First, to @taylorerwin, congratulations on your app getting enough usage to hit scaling limits – but also, commiserations on suddenly having to learn about architecting for performance while under fire. It’s one of those “good problems to have” that is nevertheless a very annoying problem!

Some observations:

  • I agree with the general consensus here that a separate table per workspace is a solution that will scale poorly. Instead, the usual way of doing things is to have one table for all the records in every workspace, with a column linking to the workspace each particular row is part of. (Then a table for the workspaces themselves, linking to the users that own them, etc.) As you’re refactoring to this design, you might even be able to re-use a lot of your code by using restricted views: a view restricted by the “workspace” column will behave very similarly to one of your old per-workspace tables!

  • Reading between the lines, I’m guessing what’s happening is that you’re making a huge number of server calls and launching a huge number of background tasks at once, and that’s overwhelming what your server environment can cope with, which is causing even very small operations to time out. This will be intermittent and difficult to debug (depending on who else is using your site, etc). This would also explain why this behaviour started suddenly when you got a few more users – a system using 70% of its possible capacity is sluggish but usable, whereas if it’s trying to use 130% of its capacity then 1 in 4 requests will be failing (and probably by timeout, thereby slowing everything else down as well!).

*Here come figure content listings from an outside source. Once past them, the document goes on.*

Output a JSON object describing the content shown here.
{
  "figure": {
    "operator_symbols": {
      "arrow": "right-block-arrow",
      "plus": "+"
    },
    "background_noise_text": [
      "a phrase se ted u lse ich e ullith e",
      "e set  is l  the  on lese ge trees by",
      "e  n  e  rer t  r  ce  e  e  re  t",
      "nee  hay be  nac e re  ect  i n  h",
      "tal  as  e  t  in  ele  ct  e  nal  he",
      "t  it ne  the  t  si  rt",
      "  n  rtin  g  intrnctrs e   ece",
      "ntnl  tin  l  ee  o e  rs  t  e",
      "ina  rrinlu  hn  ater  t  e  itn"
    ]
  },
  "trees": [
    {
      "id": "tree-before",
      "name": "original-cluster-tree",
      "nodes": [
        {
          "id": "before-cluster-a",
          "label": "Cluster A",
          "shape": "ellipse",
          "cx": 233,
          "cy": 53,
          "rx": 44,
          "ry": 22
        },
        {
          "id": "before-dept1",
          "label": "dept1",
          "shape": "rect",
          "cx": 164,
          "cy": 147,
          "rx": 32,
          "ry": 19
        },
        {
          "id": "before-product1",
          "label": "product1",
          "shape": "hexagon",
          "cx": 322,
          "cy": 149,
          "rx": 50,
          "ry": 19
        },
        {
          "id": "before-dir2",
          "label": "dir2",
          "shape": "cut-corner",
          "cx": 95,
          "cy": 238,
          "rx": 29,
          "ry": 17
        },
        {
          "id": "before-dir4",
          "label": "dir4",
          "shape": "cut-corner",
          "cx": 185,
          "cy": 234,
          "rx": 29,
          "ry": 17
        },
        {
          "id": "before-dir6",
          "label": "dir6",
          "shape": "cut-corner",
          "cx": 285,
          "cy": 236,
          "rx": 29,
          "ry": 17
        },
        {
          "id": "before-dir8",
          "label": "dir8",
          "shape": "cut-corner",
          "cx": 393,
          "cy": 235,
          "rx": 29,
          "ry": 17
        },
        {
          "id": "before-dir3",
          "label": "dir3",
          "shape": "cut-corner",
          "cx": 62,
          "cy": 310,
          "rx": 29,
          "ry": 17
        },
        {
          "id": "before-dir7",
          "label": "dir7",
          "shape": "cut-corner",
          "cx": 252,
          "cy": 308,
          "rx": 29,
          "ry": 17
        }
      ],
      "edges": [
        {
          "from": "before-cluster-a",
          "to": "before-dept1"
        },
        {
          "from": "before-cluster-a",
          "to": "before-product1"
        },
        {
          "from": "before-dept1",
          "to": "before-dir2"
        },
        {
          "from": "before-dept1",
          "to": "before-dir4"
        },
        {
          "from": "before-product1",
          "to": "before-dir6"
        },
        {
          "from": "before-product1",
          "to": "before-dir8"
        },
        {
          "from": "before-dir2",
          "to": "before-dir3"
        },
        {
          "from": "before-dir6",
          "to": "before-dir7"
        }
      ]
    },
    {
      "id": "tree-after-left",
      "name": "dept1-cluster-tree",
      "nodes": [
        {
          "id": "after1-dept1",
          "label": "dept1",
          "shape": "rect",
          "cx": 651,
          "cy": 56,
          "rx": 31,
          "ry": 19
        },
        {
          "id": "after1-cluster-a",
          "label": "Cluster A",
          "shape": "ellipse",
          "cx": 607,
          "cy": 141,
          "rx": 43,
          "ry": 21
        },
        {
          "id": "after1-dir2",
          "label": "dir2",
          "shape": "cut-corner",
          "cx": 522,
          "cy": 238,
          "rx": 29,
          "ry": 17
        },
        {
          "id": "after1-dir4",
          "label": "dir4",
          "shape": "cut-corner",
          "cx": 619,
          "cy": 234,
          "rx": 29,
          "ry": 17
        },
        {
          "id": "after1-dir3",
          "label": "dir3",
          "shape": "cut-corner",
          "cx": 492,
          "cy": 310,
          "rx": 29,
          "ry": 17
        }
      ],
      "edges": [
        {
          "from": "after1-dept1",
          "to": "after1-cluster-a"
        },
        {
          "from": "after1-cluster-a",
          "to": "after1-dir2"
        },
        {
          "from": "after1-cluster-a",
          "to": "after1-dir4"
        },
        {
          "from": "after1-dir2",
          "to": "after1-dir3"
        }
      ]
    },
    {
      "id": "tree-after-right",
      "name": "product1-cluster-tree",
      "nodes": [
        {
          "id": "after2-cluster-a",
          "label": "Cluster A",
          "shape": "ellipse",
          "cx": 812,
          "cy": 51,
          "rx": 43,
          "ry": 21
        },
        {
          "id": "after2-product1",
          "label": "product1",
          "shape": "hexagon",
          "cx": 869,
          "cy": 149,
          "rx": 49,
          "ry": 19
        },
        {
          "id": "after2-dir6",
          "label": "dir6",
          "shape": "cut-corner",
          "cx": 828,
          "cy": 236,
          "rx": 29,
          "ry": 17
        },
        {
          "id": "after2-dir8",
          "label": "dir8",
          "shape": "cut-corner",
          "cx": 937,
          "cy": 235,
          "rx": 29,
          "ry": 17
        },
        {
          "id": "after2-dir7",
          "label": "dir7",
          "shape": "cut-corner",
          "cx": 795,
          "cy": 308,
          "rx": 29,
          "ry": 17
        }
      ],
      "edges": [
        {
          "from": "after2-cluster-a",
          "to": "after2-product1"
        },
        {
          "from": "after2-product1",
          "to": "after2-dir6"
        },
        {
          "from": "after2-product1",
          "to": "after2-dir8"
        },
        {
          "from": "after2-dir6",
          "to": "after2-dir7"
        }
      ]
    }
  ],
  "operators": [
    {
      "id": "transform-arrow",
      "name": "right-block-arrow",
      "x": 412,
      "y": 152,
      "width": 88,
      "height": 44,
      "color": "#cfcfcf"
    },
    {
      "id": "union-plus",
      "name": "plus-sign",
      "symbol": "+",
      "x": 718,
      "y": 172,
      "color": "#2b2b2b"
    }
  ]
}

    The way that Anvil works, every server call (if you’re not using Persistent Server) and every Background Task (always) runs in its own Python process. Launching a Python process is a relatively expensive operation, so you want to cut down on how often you do it. (This is one reason you saw better results when you started batching things into fewer server calls, and/or launching fewer Background Tasks.) Usually, most of the load is from server calls, so the advice “upgrade to the Business Plan” is good – that enables Persistent Server, which saves you from the overhead of launching a new process every time. However, you appear to be launching mostly background tasks, which might be why your Business Plan upgrade didn’t buy you much. (Although it’s worth checking – did you turn on Persistent Server after you upgraded?) I gather you’re launching all those Background Tasks for parallelism. There may be better ways to achieve this - perhaps you can share a bit about why you’re doing this?

  • One possible red herring above – as it happens, passing a table object (eg app_tables.foo) from server to client, or into a background task, is actually pretty lightweight. (Loading the names and columns of hundreds of tables is a bit heavier, but that will be taken care of by the first point above.)